Does the Catholic Church Owe Sinead O’Connor an Apology?

By Mark Judge Published on August 23, 2018

It was one of the most famous career self-immolations in entertainment history.

On October 3, 1992, singer Sinead O’Connor went on Saturday Night Live. And tore up a photograph of Pope John Paul II.

O’Connor, who’d had a huge hit in 1990 with “Nothing Compares 2 U,” had just performed an a cappella cover of Bob Marley‘s “War.” O’Connor changed some of these lyrics to represent the plight of abused youth. When she was done, O’Connor held up the photo. “We have confidence in good over evil,” she sang.
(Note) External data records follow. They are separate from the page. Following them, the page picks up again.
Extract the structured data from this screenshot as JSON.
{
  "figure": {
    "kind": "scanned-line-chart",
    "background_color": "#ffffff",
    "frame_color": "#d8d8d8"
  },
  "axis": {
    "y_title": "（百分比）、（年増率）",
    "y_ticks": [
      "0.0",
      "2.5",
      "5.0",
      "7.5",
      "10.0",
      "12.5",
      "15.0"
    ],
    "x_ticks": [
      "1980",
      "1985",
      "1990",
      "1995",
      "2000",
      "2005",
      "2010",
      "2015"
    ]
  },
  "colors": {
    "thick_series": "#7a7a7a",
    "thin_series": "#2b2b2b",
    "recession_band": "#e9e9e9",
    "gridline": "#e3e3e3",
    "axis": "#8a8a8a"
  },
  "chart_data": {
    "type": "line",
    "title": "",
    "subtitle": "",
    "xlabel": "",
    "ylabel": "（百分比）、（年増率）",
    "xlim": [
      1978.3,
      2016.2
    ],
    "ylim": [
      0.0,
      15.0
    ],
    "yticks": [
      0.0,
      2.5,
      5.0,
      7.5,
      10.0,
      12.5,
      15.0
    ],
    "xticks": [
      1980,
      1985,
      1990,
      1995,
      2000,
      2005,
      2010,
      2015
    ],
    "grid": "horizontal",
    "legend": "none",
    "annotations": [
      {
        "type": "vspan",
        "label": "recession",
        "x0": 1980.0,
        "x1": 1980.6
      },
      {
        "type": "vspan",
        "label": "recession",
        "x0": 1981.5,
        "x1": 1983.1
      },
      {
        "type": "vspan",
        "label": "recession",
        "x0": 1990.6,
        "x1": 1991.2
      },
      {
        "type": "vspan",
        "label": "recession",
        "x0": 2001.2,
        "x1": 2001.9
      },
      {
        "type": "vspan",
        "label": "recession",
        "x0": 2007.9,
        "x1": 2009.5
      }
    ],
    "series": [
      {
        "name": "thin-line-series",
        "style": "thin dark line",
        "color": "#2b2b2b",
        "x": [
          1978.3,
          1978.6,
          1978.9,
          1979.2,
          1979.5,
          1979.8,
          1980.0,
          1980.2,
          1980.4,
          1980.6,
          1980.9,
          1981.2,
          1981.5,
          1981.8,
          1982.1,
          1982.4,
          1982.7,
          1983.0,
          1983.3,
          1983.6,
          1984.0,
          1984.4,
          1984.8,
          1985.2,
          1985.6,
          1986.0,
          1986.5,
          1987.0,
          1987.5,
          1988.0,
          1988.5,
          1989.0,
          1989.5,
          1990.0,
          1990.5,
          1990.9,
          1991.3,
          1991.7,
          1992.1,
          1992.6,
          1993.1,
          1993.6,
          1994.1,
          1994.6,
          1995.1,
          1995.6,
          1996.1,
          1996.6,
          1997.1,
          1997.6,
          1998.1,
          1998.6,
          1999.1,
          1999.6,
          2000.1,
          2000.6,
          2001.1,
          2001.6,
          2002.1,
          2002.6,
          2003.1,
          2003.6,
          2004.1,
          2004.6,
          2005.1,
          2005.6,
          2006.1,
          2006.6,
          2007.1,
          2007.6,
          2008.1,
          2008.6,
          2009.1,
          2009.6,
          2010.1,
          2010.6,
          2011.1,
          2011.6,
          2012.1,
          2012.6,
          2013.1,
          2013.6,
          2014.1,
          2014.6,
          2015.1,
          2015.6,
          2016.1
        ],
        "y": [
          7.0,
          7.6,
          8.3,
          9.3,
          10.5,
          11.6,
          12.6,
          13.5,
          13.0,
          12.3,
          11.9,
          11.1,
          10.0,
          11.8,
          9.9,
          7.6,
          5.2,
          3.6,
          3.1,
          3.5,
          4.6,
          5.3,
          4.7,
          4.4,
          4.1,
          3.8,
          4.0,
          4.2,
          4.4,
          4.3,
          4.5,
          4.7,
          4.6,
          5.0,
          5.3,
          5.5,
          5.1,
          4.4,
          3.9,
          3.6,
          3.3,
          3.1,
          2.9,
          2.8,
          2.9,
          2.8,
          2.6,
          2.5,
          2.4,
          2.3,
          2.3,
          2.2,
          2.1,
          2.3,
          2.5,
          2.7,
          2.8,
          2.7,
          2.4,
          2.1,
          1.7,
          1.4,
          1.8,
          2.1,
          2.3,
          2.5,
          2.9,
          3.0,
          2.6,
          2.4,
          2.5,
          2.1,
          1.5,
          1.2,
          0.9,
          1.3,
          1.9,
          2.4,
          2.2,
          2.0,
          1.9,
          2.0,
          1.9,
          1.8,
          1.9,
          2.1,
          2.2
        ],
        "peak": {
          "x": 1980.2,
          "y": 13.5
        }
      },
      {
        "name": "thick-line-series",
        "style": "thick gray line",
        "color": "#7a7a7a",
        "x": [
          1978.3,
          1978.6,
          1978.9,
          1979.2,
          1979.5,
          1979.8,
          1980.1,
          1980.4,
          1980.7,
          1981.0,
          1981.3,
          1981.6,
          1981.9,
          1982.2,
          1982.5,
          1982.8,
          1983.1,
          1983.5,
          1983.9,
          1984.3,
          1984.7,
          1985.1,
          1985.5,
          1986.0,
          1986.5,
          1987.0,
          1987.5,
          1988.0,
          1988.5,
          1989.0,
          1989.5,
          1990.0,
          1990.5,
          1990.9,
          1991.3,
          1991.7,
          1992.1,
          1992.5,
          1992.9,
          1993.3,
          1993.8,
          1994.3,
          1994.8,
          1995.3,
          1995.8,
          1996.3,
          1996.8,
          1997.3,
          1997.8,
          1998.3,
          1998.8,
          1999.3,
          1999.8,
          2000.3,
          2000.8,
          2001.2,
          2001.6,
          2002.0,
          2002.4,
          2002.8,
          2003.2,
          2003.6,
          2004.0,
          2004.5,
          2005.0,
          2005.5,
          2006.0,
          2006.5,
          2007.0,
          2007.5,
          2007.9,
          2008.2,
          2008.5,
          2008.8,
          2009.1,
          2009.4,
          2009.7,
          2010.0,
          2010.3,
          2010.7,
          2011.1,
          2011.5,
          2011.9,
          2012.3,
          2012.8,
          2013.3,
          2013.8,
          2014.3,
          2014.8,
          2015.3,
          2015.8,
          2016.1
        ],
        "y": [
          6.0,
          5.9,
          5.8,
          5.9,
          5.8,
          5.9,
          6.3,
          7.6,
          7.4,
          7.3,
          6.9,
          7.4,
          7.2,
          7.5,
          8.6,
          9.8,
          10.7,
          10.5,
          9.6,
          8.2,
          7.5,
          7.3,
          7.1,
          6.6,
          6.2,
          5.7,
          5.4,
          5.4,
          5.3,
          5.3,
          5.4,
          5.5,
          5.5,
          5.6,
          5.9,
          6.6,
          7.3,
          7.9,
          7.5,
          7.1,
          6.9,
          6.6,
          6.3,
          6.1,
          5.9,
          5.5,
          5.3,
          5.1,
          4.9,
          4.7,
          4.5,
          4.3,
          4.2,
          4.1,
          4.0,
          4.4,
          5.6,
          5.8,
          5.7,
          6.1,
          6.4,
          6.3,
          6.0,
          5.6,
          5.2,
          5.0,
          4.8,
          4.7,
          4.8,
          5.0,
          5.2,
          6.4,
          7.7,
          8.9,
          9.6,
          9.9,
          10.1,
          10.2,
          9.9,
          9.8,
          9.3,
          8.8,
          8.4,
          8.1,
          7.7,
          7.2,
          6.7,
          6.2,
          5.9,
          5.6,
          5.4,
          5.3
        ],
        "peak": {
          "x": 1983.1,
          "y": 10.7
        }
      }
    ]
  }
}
Then she tore up the picture and tossed the pieces at the camera. “Fight the real enemy,” she said.

 

Sinéad O’ Connor – WAR – TV show Saturday Night Live (1992) from Cris Piaseinsa on Vimeo.

Nobody Knew Why

The public was baffled, outraged. Her career quickly tanked. Yet in the light of current scandals involving the Catholic Church, we need to ask ourselves: What was she really saying? And why?

In the wake of the recent revelations about widespread sexual abuse by Catholic clergy, and the cover-up of the abuse by bishops and cardinals, O’Connor’s story, and her struggle, take on new relevance. Tearing up the picture of John Paul II on national television was a mistake. To be sure. But we ought to look back now at the anguish behind the act.

 

 

The Magdalene Laundries

O’Connor was just 14 in 1980 when she was sent to the Sisters of Our Lady of Charity laundry, in Dublin, after she was labeled a “problem child.” Our Lady of Charity was a “Magdalene Laundry,” one of the notorious workhouses run by Catholic religious orders in Ireland which have since been shut down. O’Connor once told an interviewer: “We were girls in there, not women, just children really. And the girls in there cried every day.”

She went on:

It was a prison. We didn’t see our families, we were locked in, cut off from life, deprived of a normal childhood. We were told we were there because we were bad people. Some of the girls had been raped at home and not believed. … One girl was in because she had a bad hip and her family didn’t know what to do with her.

O’Connor was in the facility for 18 months.

Perhaps seeking closure, on the eve of the visit of Pope Francis to Ireland for the World Meeting of Families, the singer has asked for an official certificate of excommunication from the church.

Trauma Has Consequences

More than 25 years have passed since O’Connor’s appearance on Saturday Night Live. Thanks to advances in science and the plight of modern soldiers with PTSD, we now understand much more about what happens when a person suffers trauma from abuse. It can leave him ashamed of his own appearance. Terrified of intimacy. Bedeviled — and thrilled — by the adrenaline that once made coping with the impossible … possible.

In light of her story, O’Connor doesn’t seem like an egotistic pop star who had a bad night on television. Or a bigot. Instead, she appears as a woman whose youthful trauma mapped out her subsequent choices. A beautiful woman, O’Connor shaved off all of her hair and wore military clothes and boots.

While she is known for the Prince-written smash “Nothing Compares 2 U,” O’Connor’s own songs reveal a person struggling with terrible pain while reaching for holiness.
 

 
Like O’Connor, I was born in the 1960s, was raised Catholic, and spent most of my life under the papacy of John Paul II. There our roads diverge. Most of my teachers, many of them priests and nuns, were true followers of Christ. They modeled the best kind of behavior and were inspirational in their adherence to the liberation of the gospels. Some others? Authoritarian bullies or creepy sex deviants who never should have been allowed near kids.

John Paul II was a genuine moral giant. When he went to Poland in 1979 and delivered the first blow in the chain of events that would end the Cold War, we saw the Catholic Church at it best and most spiritually potent. But while John Paul was confronting evil behind the Iron Curtain, in Ireland and America, the devil was hard at work in Catholic churches and seminaries. Sinead O’Connor was just ahead of her time in seeing it and saying it.